Theatre as a Ηumanitarian Mission: Ukraine`s Experience 2022
Maiia Harbuziuk*
Abstract
The essay provides an urgent survey of the theatrical landscape in Ukraine in 2022. It discusses new theatre roles that emerged in Ukraine after the 24th of February invasion. It argues for reading these new functions in the context of a humanitarian mission. Moving her gaze from Western to Eastern Ukraine, the author explores how theatre has led the humanitarian mission, providing food, shelters and temporary homes. At the same time, Harbuziuk reveals how theatre institutions, artists, and audiences adapted to the new realities finding resilience and purpose to perform and create.
Keywords: theatre, humanitarian mission, shelter, adaptation, theatre institution.
Theatre is the art about humans, by humans, with humans and for humans.
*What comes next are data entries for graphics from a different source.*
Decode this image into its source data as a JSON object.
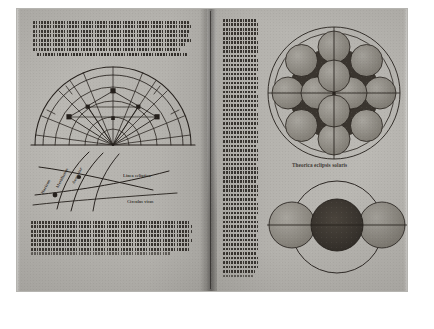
{
  "document": {
    "type": "printed-book-spread",
    "medium": "incunabulum / early printed astronomical treatise",
    "script": "gothic-blackletter",
    "background_color": "#ffffff",
    "paper_color": "#b9b7b2",
    "ink_color": "#241f1b"
  },
  "left_page": {
    "top_text": {
      "lines_count": 7,
      "note": "dense gothic paragraph, seven justified lines at head of page"
    },
    "heading": {
      "label": "Theorica diuersitatis aspectus & commutationis utilis",
      "style": "rubric-line"
    },
    "figure_upper": {
      "name": "semicircle-aspect-diagram",
      "description": "Semicircular graduated diagram with concentric arcs, radiating spokes from the centre of the base line, and small filled square markers at intersections",
      "arcs": 5,
      "spokes": 11,
      "markers": 6,
      "baseline": true
    },
    "figure_lower": {
      "name": "curved-arc-diagram",
      "description": "Family of curved arcs crossing at two nodes, each arc carrying a rotated gothic label",
      "arcs": 5,
      "nodes": 2,
      "labels": [
        "Horizon",
        "Meridianus",
        "Aequator",
        "Linea ecliptica",
        "Circulus visus"
      ]
    },
    "bottom_text": {
      "lines_count": 8,
      "note": "dense gothic paragraph closing the page"
    }
  },
  "right_page": {
    "text_column": {
      "lines_count": 58,
      "note": "narrow single column of gothic text running the full height of the page"
    },
    "figure_upper": {
      "name": "lunar-eclipse-diagram",
      "caption": "Theorica eclipsis solaris",
      "description": "Dark circular shadow of the earth ringed by twelve lighter lunar discs, enclosed by two concentric circles with a horizontal and vertical axis",
      "shadow_disc": {
        "fill": "#3a352f"
      },
      "moon_discs": 12,
      "outer_circles": 2,
      "axes": [
        "horizontal",
        "vertical"
      ]
    },
    "figure_lower": {
      "name": "solar-eclipse-diagram",
      "description": "Three discs in a horizontal row - two pale lateral discs and one dark central disc - enclosed by a large circle crossed by a horizontal axis",
      "discs": 3,
      "central_disc_fill": "#3a352f",
      "enclosing_circle": true
    }
  },
  "captions": {
    "eclipse_solar": "Theorica eclipsis solaris",
    "curve_label_1": "Horizon",
    "curve_label_2": "Meridianus",
    "curve_label_3": "Aequator",
    "curve_label_4": "Linea ecliptica",
    "curve_label_5": "Circulus visus"
  }
}
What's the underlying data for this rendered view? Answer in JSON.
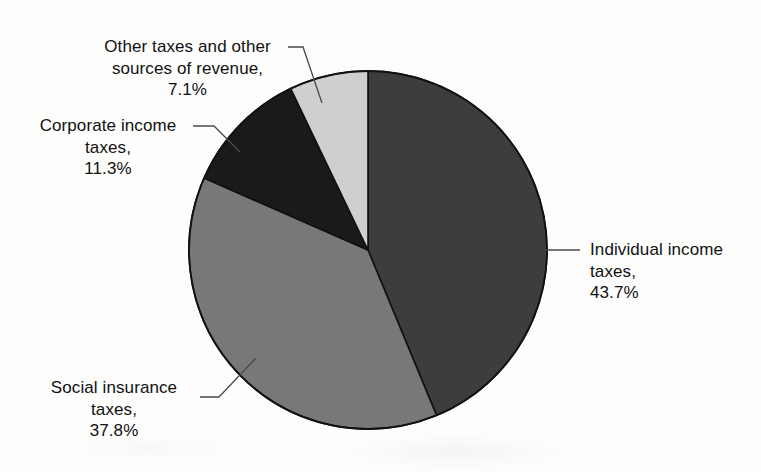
{
  "chart_data": {
    "type": "pie",
    "title": "",
    "subtitle": "",
    "xlabel": "",
    "ylabel": "",
    "legend_position": "none",
    "grid": false,
    "units": "percent",
    "total_label": "",
    "start_angle_deg": 0,
    "direction": "clockwise",
    "categories": [
      "Individual income taxes",
      "Social insurance taxes",
      "Corporate income taxes",
      "Other taxes and other sources of revenue"
    ],
    "values": [
      43.7,
      37.8,
      11.3,
      7.1
    ],
    "colors": [
      "#3d3d3d",
      "#787878",
      "#1a1a1a",
      "#cfcfcf"
    ],
    "slices": [
      {
        "name": "Individual income taxes",
        "value": 43.7,
        "value_label": "43.7%",
        "color": "#3d3d3d",
        "label_lines": [
          "Individual income",
          "taxes,",
          "43.7%"
        ],
        "leader": "straight-horizontal-right"
      },
      {
        "name": "Social insurance taxes",
        "value": 37.8,
        "value_label": "37.8%",
        "color": "#787878",
        "label_lines": [
          "Social insurance",
          "taxes,",
          "37.8%"
        ],
        "leader": "elbow-lower-left"
      },
      {
        "name": "Corporate income taxes",
        "value": 11.3,
        "value_label": "11.3%",
        "color": "#1a1a1a",
        "label_lines": [
          "Corporate income",
          "taxes,",
          "11.3%"
        ],
        "leader": "elbow-upper-left"
      },
      {
        "name": "Other taxes and other sources of revenue",
        "value": 7.1,
        "value_label": "7.1%",
        "color": "#cfcfcf",
        "label_lines": [
          "Other taxes and other",
          "sources of revenue,",
          "7.1%"
        ],
        "leader": "elbow-top"
      }
    ]
  },
  "labels": {
    "other": {
      "line1": "Other taxes and other",
      "line2": "sources of revenue,",
      "line3": "7.1%"
    },
    "corporate": {
      "line1": "Corporate income",
      "line2": "taxes,",
      "line3": "11.3%"
    },
    "social": {
      "line1": "Social insurance",
      "line2": "taxes,",
      "line3": "37.8%"
    },
    "individual": {
      "line1": "Individual income",
      "line2": "taxes,",
      "line3": "43.7%"
    }
  },
  "geometry": {
    "center_x": 368,
    "center_y": 250,
    "radius": 179
  },
  "style": {
    "outline_color": "#111111",
    "leader_color": "#4a4a4a",
    "background": "#fdfdfc",
    "text_color": "#111111"
  }
}
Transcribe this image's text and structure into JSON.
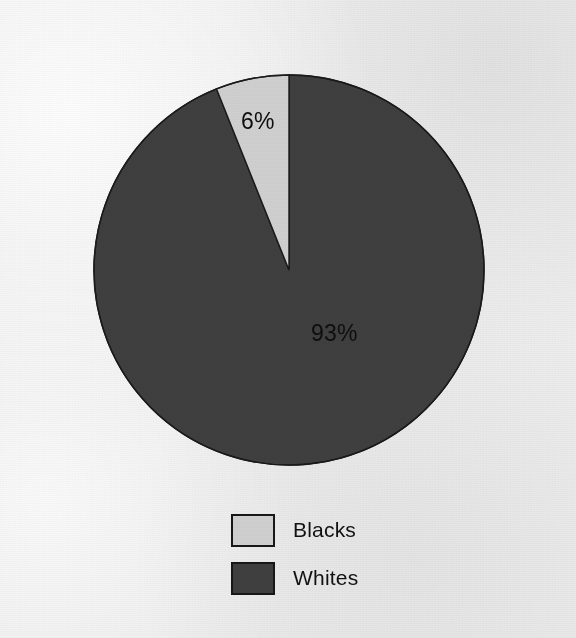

But when war breaks out in your country; when thousands of your compatriots are killed and millions of people become refugees; when theatre buildings with hundreds of people hiding inside are bombed, what does the theatre community do? Can there be a theatre in this terrible war reality?
After February 24th, all of us in Ukraine experienced a shock. It resulted in the total silence that lasted for a few days, maybe a week. During this short time, Ukrainian theatre reconsidered itself, its place and its possibilities. The first step was mobilization. Theatre artists volunteered to join the army. Nowadays, they are part of our army.
Many artists are fighting on the frontline now. Among them are directors Oleksiy Kravchuk, Ihor Zadniprianyj, Dmytro Husakov, Roman Valko, Akhtem Seitablayev, Anton Romanov, Andriy Romanov; actors Andriy Petruk, Nazar Pavlyk, Oleksandr Mishchuk, Sergiy Klymenko and others. They are soldiers with javelins or Stingers (a portable air-defense system) in their hands. Their experience will be described in the future, in future performances, plays, texts, et cetera. We pray for them every morning. But I want to focus on another Ukrainian theatre mission, which was discovered at the beginning of the war. It is a humanitarian mission. I want to highlight the new theatre’s functions that emerged in Ukraine after February 24th.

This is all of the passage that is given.